Tuesday, June 21 on PBS’s POV series. The Education of Shelby Knox. According to the Incite-Pictures Web site, that documentary “is a coming of age story about a teenage girl who joins a campaign for comprehensive sex education in the high schools of Lubbock, Texas. As Shelby is swept into the fight, she begins to question her deeply conservative Southern Baptist upbringing; when the campaign broadens to include a fight for a gay-straight alliance, Shelby confronts her family and her pastor, in the end declaring herself a feminist and a liberal Christian.”

Read the review in Lubbock Online and a preview at pbs.org. (Air date subject to change, of course; check local listings.)

Read about gay Lubbock topics in my online newsletter Rainbow: Lubbock. I update it constantly.

On a related note, please read the following excerpt from “Fat Diary,” a story I wrote for The Acorn Gathering: Writers Uniting Against Cancer.

Forcing myself not to scream, I quickly changed the subject.

“I noticed on your application that you’re married. How long?”

“How long what?”

“How long have you been married?”

“We were married five months. We just got divorced, but we were still married when I filled out my application for you.”
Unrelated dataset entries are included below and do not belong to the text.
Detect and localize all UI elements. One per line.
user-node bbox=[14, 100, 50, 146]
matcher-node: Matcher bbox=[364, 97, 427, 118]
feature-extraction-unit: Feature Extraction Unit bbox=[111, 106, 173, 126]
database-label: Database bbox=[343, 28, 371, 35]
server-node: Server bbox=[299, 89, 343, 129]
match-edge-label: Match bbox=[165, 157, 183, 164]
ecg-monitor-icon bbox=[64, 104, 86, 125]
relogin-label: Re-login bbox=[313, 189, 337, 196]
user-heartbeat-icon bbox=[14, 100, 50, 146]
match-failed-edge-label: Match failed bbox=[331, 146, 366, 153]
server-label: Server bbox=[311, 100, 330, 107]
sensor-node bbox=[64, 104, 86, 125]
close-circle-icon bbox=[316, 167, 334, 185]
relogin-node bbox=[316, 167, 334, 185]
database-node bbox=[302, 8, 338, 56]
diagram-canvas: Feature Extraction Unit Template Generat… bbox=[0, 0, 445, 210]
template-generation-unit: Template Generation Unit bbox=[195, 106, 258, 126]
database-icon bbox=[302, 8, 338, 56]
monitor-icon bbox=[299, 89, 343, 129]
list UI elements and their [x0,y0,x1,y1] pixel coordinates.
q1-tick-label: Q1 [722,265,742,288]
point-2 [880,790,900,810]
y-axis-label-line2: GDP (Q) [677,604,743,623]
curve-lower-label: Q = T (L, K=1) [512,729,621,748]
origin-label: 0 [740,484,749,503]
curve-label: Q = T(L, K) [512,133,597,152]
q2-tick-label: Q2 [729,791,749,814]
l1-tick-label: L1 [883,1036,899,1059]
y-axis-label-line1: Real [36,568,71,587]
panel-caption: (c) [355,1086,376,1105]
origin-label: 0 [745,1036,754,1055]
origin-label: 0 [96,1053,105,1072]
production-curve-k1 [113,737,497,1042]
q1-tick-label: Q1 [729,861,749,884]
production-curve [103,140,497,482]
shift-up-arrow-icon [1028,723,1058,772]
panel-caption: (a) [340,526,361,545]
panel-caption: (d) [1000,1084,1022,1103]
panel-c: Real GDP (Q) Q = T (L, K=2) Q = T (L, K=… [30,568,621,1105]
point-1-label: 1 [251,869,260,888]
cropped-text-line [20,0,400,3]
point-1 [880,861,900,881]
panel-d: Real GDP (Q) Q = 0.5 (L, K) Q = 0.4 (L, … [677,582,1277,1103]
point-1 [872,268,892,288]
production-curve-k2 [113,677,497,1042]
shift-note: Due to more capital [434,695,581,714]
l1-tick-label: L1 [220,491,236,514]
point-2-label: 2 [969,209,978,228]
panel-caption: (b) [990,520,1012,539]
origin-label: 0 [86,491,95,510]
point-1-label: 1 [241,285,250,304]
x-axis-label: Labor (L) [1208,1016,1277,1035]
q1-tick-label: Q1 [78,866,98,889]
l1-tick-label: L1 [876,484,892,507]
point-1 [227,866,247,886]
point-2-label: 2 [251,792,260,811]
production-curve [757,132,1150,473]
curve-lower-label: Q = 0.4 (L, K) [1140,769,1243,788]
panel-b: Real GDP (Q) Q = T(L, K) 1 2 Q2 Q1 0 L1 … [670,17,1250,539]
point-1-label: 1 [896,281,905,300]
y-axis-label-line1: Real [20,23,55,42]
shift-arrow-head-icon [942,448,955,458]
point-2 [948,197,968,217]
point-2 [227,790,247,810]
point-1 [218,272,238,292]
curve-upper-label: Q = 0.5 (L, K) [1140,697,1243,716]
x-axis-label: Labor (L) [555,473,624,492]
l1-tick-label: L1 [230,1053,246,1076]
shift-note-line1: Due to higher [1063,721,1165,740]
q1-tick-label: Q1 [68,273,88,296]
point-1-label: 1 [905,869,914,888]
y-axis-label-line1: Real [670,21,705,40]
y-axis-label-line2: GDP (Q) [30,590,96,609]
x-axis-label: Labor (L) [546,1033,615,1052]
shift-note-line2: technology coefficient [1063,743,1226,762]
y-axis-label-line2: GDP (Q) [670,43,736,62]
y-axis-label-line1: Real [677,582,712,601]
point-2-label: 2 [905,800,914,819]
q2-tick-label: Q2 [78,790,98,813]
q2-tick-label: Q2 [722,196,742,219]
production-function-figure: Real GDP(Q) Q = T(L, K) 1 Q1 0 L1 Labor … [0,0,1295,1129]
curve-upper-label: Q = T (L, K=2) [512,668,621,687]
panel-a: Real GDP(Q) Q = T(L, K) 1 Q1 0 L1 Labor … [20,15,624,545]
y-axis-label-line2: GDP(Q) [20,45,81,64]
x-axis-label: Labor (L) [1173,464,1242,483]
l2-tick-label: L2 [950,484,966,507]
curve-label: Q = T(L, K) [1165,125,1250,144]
“I’m sorry,” I offered, trying not to think about the fact that my marriage only lasted five weeks, and that I wasn’t sorry at all when it ended.
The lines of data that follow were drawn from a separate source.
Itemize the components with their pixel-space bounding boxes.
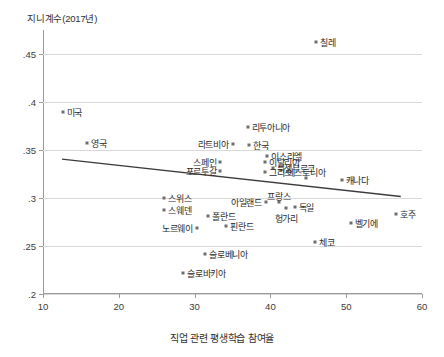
- x-tick-mark: [119, 294, 120, 298]
- data-point[interactable]: [264, 161, 267, 164]
- x-tick-mark: [422, 294, 423, 298]
- data-point[interactable]: [207, 215, 210, 218]
- data-point[interactable]: [219, 170, 222, 173]
- data-point-label: 핀란드: [230, 219, 253, 232]
- data-point-label: 체코: [319, 236, 334, 249]
- x-tick-mark: [43, 294, 44, 298]
- data-point[interactable]: [61, 110, 64, 113]
- data-point-label: 영국: [91, 137, 106, 150]
- x-tick-label: 30: [189, 301, 200, 312]
- data-point-label: 헝가리: [275, 212, 298, 225]
- y-tick-label: .45: [23, 49, 36, 60]
- y-tick-label: .2: [28, 289, 36, 300]
- data-point-label: 리투아니아: [252, 120, 291, 133]
- data-point-label: 아일랜드: [231, 195, 262, 208]
- x-tick-mark: [270, 294, 271, 298]
- data-point[interactable]: [314, 41, 317, 44]
- y-tick-label: .25: [23, 241, 36, 252]
- x-tick-mark: [346, 294, 347, 298]
- data-point-label: 미국: [67, 105, 82, 118]
- x-tick-label: 60: [417, 301, 428, 312]
- y-tick-label: .4: [28, 97, 36, 108]
- data-point-label: 라트비아: [198, 138, 229, 151]
- x-tick-label: 10: [38, 301, 49, 312]
- data-point[interactable]: [349, 221, 352, 224]
- data-point[interactable]: [85, 142, 88, 145]
- data-point[interactable]: [219, 160, 222, 163]
- data-point[interactable]: [231, 143, 234, 146]
- x-tick-label: 20: [114, 301, 125, 312]
- data-point-label: 벨기에: [355, 216, 378, 229]
- data-point-label: 노르웨이: [162, 221, 193, 234]
- y-tick-label: .3: [28, 193, 36, 204]
- data-point[interactable]: [163, 209, 166, 212]
- data-point[interactable]: [395, 213, 398, 216]
- x-axis-title: 직업 관련 평생학습 참여율: [0, 330, 444, 345]
- data-point-label: 스위스: [168, 192, 191, 205]
- gridline: [43, 294, 422, 295]
- data-point[interactable]: [293, 205, 296, 208]
- data-point[interactable]: [182, 271, 185, 274]
- data-point-label: 한국: [253, 139, 268, 152]
- data-point-label: 슬로베니아: [209, 247, 248, 260]
- data-point-label: 에스토니아: [287, 166, 326, 179]
- data-point[interactable]: [314, 241, 317, 244]
- data-point-label: 호주: [400, 208, 415, 221]
- y-tick-label: .35: [23, 145, 36, 156]
- data-point[interactable]: [204, 252, 207, 255]
- data-point-label: 포르투갈: [186, 165, 217, 178]
- data-point-label: 칠레: [320, 36, 335, 49]
- data-point[interactable]: [248, 144, 251, 147]
- data-point[interactable]: [264, 171, 267, 174]
- scatter-chart-figure: 지니계수(2017년) .2.25.3.35.4.45 102030405060…: [0, 0, 444, 357]
- data-point-label: 스웨덴: [168, 204, 191, 217]
- data-point-label: 캐나다: [346, 173, 369, 186]
- data-point-label: 프랑스: [267, 190, 290, 203]
- data-point-label: 독일: [299, 200, 314, 213]
- x-tick-mark: [195, 294, 196, 298]
- data-point[interactable]: [163, 197, 166, 200]
- data-point[interactable]: [195, 226, 198, 229]
- data-point[interactable]: [246, 125, 249, 128]
- plot-area: .2.25.3.35.4.45 102030405060 칠레미국영국리투아니아…: [43, 30, 422, 294]
- y-axis-title: 지니계수(2017년): [27, 11, 97, 25]
- data-point[interactable]: [225, 224, 228, 227]
- data-point-label: 슬로바키아: [187, 266, 226, 279]
- x-tick-label: 40: [265, 301, 276, 312]
- data-point[interactable]: [285, 206, 288, 209]
- data-point[interactable]: [340, 178, 343, 181]
- x-tick-label: 50: [341, 301, 352, 312]
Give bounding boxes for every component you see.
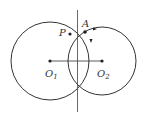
point-o2 [100,59,103,62]
label-o2: O2 [97,68,110,81]
geometry-diagram: P A O1 O2 [0,0,145,122]
point-a [83,30,87,34]
label-o1: O1 [45,68,58,81]
point-p [68,32,71,35]
label-a: A [81,18,89,29]
label-p: P [58,27,66,38]
point-o1 [48,59,51,62]
arrow-left-circle-icon [90,39,93,43]
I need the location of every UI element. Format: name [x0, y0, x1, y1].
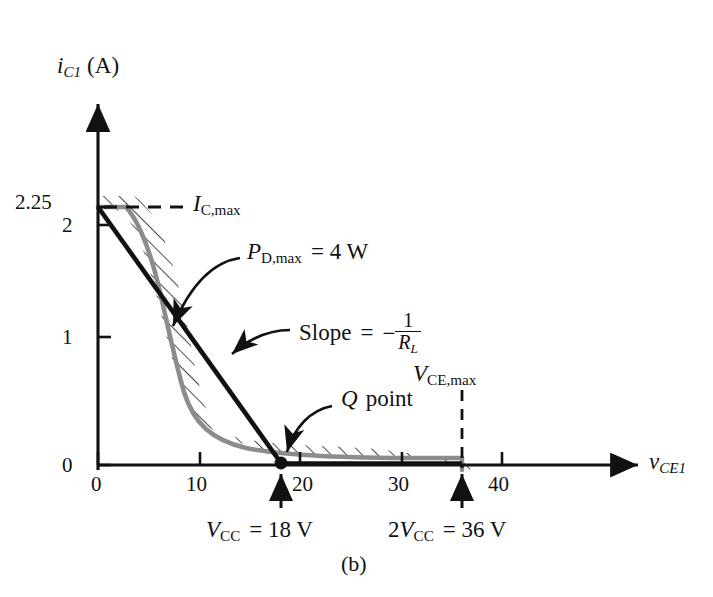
slope-numerator: 1 — [395, 310, 421, 331]
x-tick-label-30: 30 — [388, 474, 409, 495]
slope-label: Slope=−1RL — [299, 312, 421, 358]
x-axis-label: vCE1 — [649, 450, 686, 475]
q-point-symbol: Q — [341, 386, 358, 411]
q-point-word: point — [366, 386, 413, 411]
y-axis-subscript: C1 — [63, 63, 81, 80]
x-tick-label-0: 0 — [91, 474, 102, 495]
vce-max-symbol: V — [413, 361, 427, 386]
ic-max-symbol: I — [193, 191, 201, 216]
y-tick-label-0: 0 — [62, 455, 73, 476]
slope-minus-sign: − — [382, 322, 395, 345]
ic-max-subscript: C,max — [201, 201, 241, 218]
slope-leader-arrow — [232, 330, 290, 354]
two-vcc-subscript: CC — [414, 527, 434, 544]
load-line-plot — [0, 0, 713, 597]
y-tick-label-2: 2 — [62, 215, 73, 236]
x-tick-label-10: 10 — [186, 474, 207, 495]
two-vcc-prefix: 2 — [388, 517, 400, 542]
two-vcc-symbol: V — [400, 517, 414, 542]
x-tick-label-20: 20 — [292, 474, 313, 495]
pd-max-label: PD,max= 4 W — [247, 240, 368, 265]
slope-equals: = — [360, 320, 373, 345]
pd-max-value: = 4 W — [311, 239, 368, 264]
ic-max-label: IC,max — [193, 192, 241, 217]
x-tick-label-40: 40 — [488, 474, 509, 495]
slope-denominator: RL — [395, 331, 421, 356]
y-axis-unit: (A) — [87, 53, 119, 78]
y-axis-label: iC1(A) — [57, 54, 119, 79]
figure-container: iC1(A) vCE1 0 1 2 2.25 0 10 20 30 40 IC,… — [0, 0, 713, 597]
vce-max-subscript: CE,max — [427, 371, 476, 388]
vcc-symbol: V — [206, 517, 220, 542]
q-point-marker — [275, 457, 288, 470]
pd-max-symbol: P — [247, 239, 261, 264]
y-axis-ticks — [98, 207, 111, 465]
vcc-value: = 18 V — [249, 517, 313, 542]
figure-caption: (b) — [341, 553, 367, 575]
x-axis-subscript: CE1 — [659, 459, 686, 476]
slope-denominator-subscript: L — [411, 341, 418, 356]
pd-max-subscript: D,max — [261, 249, 302, 266]
slope-fraction: 1RL — [395, 310, 421, 356]
y-tick-label-1: 1 — [62, 327, 73, 348]
vcc-label: VCC= 18 V — [206, 518, 313, 543]
slope-denominator-symbol: R — [398, 331, 410, 353]
vcc-subscript: CC — [220, 527, 240, 544]
two-vcc-label: 2VCC= 36 V — [388, 518, 506, 543]
x-axis-symbol: v — [649, 449, 659, 474]
vce-max-label: VCE,max — [413, 362, 476, 387]
slope-word: Slope — [299, 320, 351, 345]
y-tick-label-2-25: 2.25 — [15, 192, 52, 213]
q-point-label: Qpoint — [341, 387, 413, 410]
axis-lines — [98, 104, 638, 470]
two-vcc-value: = 36 V — [443, 517, 507, 542]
“It’s okay. I’m like so over him! He thought he was all that because he was manager of the last Piggly Wiggly around here, but it closed down and he wasn’t manager of nothing. He’s a bag boy at the super center now, but I don’t go in there. It’s like a magnet for stupid people. My new man is more sensitive than my husband was. He’s a theater major, anndduh…he has a part-time job at the flower shop!”

I stifled the stereotypes that flooded my mind, and I mentally kicked myself for thinking those stereotypes. “He sounds nice!”
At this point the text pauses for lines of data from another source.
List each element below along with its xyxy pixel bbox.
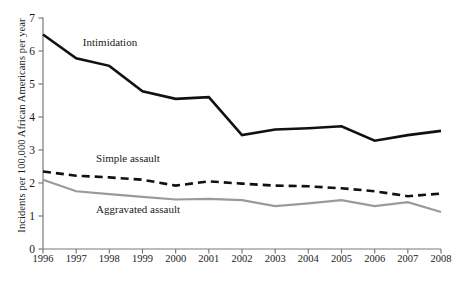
x-axis-tick-label: 2008 (421, 253, 456, 264)
y-axis-tick-label: 7 (17, 12, 35, 24)
series-label-simple-assault: Simple assault (96, 152, 160, 164)
y-axis-tick-label: 2 (17, 177, 35, 189)
series-line-simple-assault (43, 171, 441, 196)
series-label-intimidation: Intimidation (83, 36, 137, 48)
series-label-aggravated-assault: Aggravated assault (96, 203, 180, 215)
y-axis-tick-label: 3 (17, 144, 35, 156)
series-line-intimidation (43, 35, 441, 141)
y-axis-tick-label: 6 (17, 45, 35, 57)
y-axis-tick-label: 4 (17, 111, 35, 123)
y-axis-tick-label: 1 (17, 210, 35, 222)
y-axis-tick-label: 5 (17, 78, 35, 90)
She indicated exclamation with some sort of cheerleader motion of her right hand. “Oh, you wouldn’t believe how nice! But we’re not real serious. If he wants to buy me stuff, that’s great, but I need to be my own woman now, and I don’t need any help raising my kids.”

“Kids?” I said the word too loud for decorum, especially in a library. One of the housewives, spending way too long reading the back cover of a love story she would soon check out for the fifth time, looked up and cocked her roller-covered head.

“I have two kids, but I live with my parents now, so I don’t need any help. I’m a independent woman! My little sisters are both pregnant, though, so we need more income while I’m in college, planning for a career with some big company, maybe Enron or K-Mart.”

While helping Ian check out his TV/paperback tie-in and noticing for the billionth time how he and Lynn Williams always appeared at the same places at the same time, I bit my tongue over a myriad of “don’t go there” thoughts. Still, after Ian left, I couldn’t help but voice one of those thoughts. “I take it the Acorn School District still uses the abstinence-only, no-discussion sex education program that’s so popular in West Texas.”

“Yeah,” said Tiffani, chewing her bubble gum and tugging at the lacy bra strap that peaked out of her red sweater’s V-neck collar. “Why fix what ain’t broke?”

“And speaking of the Dewey Decimal System,” I swiftly and breathlessly replied, before I could get myself into trouble.